The World’s best SRI Fund Managers: AMP Henderson, Storebrand and Trillium

AMP-owned Henderson Global Investors has joined Norway’s Storebrand Asset Management and Trillium Asset Management from the US as the world’s best SRI fund managers according to a new report commissioned by Mistra, a Swedish government research body.

Mistra funds sustainability research has a portfolio of Skr4 billion, about $US400 million. “Since we support environmental research for sustainability, our board decided last year that we should have a vision that our assets should work in the same direction,” says Eva Thornelof, head of asset management and administration at Mistra.

“But SRI is like a thousand flowers in the field. So many colours. It’s not like traditional financial markets where everything is in place and understood.”

Mistra commissioned KPMG Consulting to study whether SRI approaches would affect risk and return levels on investments. KPMG’s paper found SRI would not have an adverse impact, so Mistra then employed Miljoeko and UK-based consultants SustainAbility to assess the SRI market in terms of products and services. This report is called “Screening of Screening Companies.”

The study included only European and US funds and research groups. The report says: “A rapid SRI-development is taking place outside Europe and the US but, at the moment, most of these products/services are newly started and therefore lack the necessary experience to be included among the best-practice candidates in this study.”

The study examined 143 SRI products from 77 managers and 24 research organisations in Europe and the US. It study concluded that Henderson Global Investors, Storebrand Asset Management and Trillium Asset Management are world’s best practise SRI fund managers and that Innovest (US) and Ethibet/Cordius Asset Management (Belgium) provided world’s best practise SRI research.

Mistra stipulated that SRI products and services should “consider company strategies, organisation and management systems and that the fund benchmarks companies’ environmental performance.” Mistra excluded all negative screened funds. “We don’t favour negative screens,” says Thornelof. “It’s the low water mark, just to take away the bad guys.”

However, a tender for applying a negative screen across the bulk of Mistra’s portfolio closed on Tuesday this week. Thornelof is expecting this screen will closely mirror the one adopted by Swedish state pension fund, A-P Fonden 7 which excludes all companies that fail to comply with UN conventions.

“More importantly we will start by moving 10-20 per cent of our assets into some kind of SRI profile management,” says Thornelof. “There are two ways we could go, we could buy good research and then take on a manager, or we can just buy into a fund.”

A short-list of best practice fund managers and researchers has been invited to meet with Mistra on January 30. From there, the board and management will decide on the way forward on its SRI strategy.

“Within Sweden this development [the Mistra survey] is seen as extremely important and within Europe it’s important because it lends legitimacy to SRI,” says Seb Beloe, New York based director of SustainAbility.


TASK DESCRIPTION: For each line below that includes the word "zero", make a copy.
┌─ RECORDS FOR THIS EXERCISE
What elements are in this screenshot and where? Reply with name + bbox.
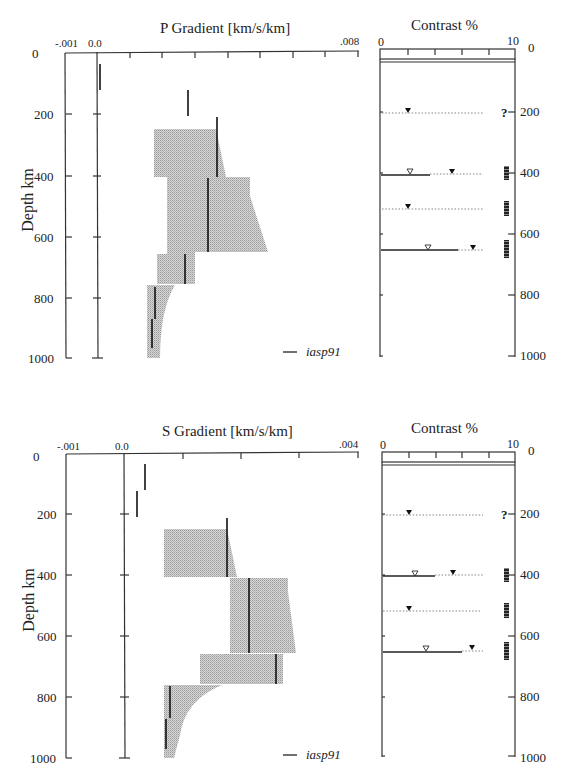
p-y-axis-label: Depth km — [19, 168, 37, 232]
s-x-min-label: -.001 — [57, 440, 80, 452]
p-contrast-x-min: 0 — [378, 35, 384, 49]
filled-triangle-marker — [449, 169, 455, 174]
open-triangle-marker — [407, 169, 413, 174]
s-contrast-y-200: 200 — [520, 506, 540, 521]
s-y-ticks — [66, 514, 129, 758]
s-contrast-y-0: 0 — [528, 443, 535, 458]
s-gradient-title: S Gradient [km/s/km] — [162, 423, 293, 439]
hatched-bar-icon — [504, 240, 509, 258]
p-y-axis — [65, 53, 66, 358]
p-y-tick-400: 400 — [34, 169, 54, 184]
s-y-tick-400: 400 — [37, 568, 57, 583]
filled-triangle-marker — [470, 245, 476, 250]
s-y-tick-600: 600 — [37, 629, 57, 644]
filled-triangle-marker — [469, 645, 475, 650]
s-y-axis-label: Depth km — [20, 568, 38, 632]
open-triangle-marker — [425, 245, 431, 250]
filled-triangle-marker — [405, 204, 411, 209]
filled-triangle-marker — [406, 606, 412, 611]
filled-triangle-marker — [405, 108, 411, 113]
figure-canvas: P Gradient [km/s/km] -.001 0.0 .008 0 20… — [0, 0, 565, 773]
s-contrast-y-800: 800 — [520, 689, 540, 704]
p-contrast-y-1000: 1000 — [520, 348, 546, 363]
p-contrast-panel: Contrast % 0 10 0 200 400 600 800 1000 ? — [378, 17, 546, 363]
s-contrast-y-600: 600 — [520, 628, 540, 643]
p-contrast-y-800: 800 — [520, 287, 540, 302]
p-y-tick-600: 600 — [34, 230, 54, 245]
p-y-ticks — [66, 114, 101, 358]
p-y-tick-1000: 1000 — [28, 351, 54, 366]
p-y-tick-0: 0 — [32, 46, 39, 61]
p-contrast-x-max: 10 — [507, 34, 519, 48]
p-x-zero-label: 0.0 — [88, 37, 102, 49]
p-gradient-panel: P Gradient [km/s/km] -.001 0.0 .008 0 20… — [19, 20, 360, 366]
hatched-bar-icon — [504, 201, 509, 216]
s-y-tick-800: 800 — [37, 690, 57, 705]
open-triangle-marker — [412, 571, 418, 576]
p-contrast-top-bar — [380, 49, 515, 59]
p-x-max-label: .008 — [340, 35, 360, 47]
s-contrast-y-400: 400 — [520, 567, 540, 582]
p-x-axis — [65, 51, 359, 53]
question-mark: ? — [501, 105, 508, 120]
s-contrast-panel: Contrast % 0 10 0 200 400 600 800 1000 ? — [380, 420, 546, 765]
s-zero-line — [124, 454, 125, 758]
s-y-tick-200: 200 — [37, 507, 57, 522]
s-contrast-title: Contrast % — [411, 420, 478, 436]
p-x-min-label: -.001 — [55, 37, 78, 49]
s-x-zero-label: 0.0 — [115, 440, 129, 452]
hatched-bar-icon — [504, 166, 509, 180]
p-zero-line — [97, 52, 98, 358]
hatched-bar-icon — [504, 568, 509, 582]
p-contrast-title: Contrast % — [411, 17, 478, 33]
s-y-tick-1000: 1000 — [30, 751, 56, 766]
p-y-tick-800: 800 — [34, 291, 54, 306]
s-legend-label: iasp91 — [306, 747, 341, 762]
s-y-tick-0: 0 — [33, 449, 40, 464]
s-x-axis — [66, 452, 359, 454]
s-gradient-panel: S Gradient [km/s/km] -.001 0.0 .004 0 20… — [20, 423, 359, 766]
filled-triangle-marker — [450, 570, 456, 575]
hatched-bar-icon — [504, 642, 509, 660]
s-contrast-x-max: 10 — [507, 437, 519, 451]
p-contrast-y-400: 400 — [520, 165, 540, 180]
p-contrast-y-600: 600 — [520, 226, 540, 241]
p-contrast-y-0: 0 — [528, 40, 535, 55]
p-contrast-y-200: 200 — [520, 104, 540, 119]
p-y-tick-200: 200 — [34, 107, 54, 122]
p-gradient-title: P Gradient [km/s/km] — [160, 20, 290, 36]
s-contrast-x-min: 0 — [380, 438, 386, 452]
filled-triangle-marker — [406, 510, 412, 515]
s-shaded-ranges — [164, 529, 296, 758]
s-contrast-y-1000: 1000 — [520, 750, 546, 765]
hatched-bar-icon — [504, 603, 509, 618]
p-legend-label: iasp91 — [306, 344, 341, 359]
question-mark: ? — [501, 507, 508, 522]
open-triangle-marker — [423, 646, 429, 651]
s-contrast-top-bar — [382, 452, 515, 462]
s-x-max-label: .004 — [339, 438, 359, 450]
└─
┌─ RECORDS FOR THIS EXERCISE
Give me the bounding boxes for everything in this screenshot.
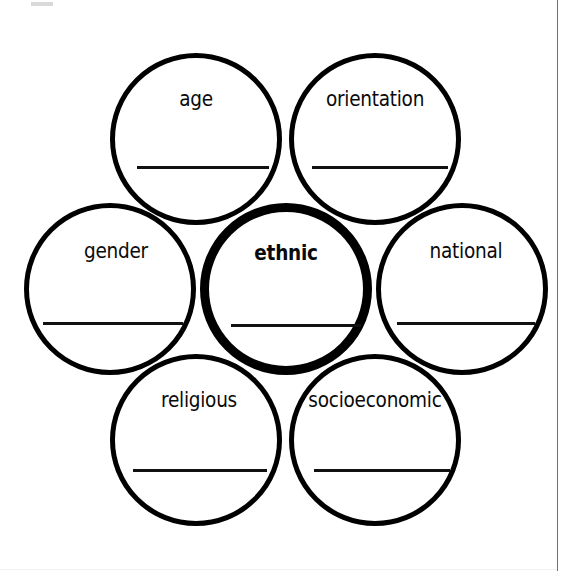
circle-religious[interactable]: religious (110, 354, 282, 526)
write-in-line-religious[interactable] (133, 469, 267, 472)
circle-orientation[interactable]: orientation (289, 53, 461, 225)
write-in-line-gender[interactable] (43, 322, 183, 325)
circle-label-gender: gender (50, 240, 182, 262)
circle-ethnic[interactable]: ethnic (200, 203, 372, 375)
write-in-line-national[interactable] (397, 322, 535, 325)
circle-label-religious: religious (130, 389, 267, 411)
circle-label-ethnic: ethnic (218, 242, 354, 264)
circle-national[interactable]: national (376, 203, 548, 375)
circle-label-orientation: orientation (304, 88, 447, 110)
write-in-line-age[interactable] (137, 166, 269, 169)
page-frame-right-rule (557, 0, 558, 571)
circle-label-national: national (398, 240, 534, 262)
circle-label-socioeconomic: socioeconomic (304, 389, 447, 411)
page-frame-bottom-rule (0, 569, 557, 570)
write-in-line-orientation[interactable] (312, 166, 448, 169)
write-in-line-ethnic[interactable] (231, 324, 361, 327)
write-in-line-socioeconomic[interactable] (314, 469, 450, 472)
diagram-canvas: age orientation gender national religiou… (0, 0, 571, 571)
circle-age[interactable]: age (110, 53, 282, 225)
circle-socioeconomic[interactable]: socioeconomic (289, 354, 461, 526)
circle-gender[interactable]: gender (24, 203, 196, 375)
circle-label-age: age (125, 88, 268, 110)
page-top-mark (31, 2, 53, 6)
└─
┌─ RECORDS FOR THIS EXERCISE
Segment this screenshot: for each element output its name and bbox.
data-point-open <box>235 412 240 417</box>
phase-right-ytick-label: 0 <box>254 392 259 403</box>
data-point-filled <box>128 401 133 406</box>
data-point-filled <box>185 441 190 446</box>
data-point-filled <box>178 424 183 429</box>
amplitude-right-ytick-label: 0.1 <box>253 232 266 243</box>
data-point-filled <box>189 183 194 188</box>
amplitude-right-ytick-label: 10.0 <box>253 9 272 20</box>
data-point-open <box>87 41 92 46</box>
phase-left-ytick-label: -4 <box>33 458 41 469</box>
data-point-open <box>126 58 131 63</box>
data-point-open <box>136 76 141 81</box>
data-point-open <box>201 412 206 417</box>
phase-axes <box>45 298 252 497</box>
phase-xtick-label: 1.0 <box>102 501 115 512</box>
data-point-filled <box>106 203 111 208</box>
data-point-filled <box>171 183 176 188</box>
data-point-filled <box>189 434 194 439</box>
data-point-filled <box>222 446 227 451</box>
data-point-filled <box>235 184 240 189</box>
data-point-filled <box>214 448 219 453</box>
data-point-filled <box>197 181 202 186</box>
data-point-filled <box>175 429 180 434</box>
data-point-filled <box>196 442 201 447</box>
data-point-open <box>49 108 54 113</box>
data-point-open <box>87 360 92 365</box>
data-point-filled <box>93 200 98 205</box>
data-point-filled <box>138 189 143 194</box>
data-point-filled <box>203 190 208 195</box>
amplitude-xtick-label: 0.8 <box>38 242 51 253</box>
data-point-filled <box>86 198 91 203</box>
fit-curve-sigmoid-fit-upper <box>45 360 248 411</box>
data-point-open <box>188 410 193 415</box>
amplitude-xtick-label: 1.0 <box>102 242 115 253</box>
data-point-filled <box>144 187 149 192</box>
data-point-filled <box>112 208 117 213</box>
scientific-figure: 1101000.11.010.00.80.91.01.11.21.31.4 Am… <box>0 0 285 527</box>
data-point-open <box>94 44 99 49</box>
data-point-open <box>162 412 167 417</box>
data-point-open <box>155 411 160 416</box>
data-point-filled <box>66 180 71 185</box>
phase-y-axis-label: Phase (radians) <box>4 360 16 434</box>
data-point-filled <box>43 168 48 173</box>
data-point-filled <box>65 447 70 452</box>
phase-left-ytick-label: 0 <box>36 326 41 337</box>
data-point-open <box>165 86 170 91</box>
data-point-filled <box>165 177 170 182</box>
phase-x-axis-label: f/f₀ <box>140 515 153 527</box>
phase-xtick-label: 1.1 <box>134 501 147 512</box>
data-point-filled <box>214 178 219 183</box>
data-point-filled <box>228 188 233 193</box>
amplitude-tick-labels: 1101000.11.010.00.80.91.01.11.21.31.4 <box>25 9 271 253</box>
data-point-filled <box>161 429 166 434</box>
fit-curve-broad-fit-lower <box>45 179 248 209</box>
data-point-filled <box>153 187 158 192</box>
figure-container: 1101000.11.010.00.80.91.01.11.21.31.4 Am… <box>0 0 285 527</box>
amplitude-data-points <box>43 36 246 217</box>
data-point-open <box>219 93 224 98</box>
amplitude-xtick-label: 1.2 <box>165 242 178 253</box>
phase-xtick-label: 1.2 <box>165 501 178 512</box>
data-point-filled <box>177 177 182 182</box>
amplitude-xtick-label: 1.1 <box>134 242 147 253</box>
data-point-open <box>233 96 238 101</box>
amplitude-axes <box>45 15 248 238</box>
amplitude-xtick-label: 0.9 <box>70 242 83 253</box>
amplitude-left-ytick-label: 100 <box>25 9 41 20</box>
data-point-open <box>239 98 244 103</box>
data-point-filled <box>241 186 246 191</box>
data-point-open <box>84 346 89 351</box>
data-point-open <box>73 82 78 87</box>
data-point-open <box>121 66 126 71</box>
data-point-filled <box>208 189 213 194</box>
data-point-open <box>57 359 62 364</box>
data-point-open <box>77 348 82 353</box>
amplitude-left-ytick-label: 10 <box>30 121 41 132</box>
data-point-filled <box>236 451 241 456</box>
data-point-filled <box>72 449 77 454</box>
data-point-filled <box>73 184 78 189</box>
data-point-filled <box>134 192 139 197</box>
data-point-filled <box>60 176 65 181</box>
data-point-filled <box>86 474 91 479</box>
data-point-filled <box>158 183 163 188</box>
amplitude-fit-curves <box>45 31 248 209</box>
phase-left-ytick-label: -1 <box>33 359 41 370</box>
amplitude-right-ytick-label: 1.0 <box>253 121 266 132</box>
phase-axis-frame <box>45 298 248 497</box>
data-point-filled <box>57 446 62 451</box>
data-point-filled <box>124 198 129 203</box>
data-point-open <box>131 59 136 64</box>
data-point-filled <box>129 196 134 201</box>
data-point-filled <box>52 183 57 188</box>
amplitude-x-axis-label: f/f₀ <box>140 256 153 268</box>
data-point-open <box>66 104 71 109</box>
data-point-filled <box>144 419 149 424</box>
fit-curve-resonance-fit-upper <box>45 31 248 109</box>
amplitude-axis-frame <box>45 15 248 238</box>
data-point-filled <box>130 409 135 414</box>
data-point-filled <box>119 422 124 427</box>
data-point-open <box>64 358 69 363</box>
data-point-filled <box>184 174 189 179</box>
└─
ANSWER TO THIS EXERCISE:
p-x-zero-label: 0.0 — [88, 37, 102, 49]
s-zero-line — [124, 454, 125, 758]
s-x-zero-label: 0.0 — [115, 440, 129, 452]
p-zero-line — [97, 52, 98, 358]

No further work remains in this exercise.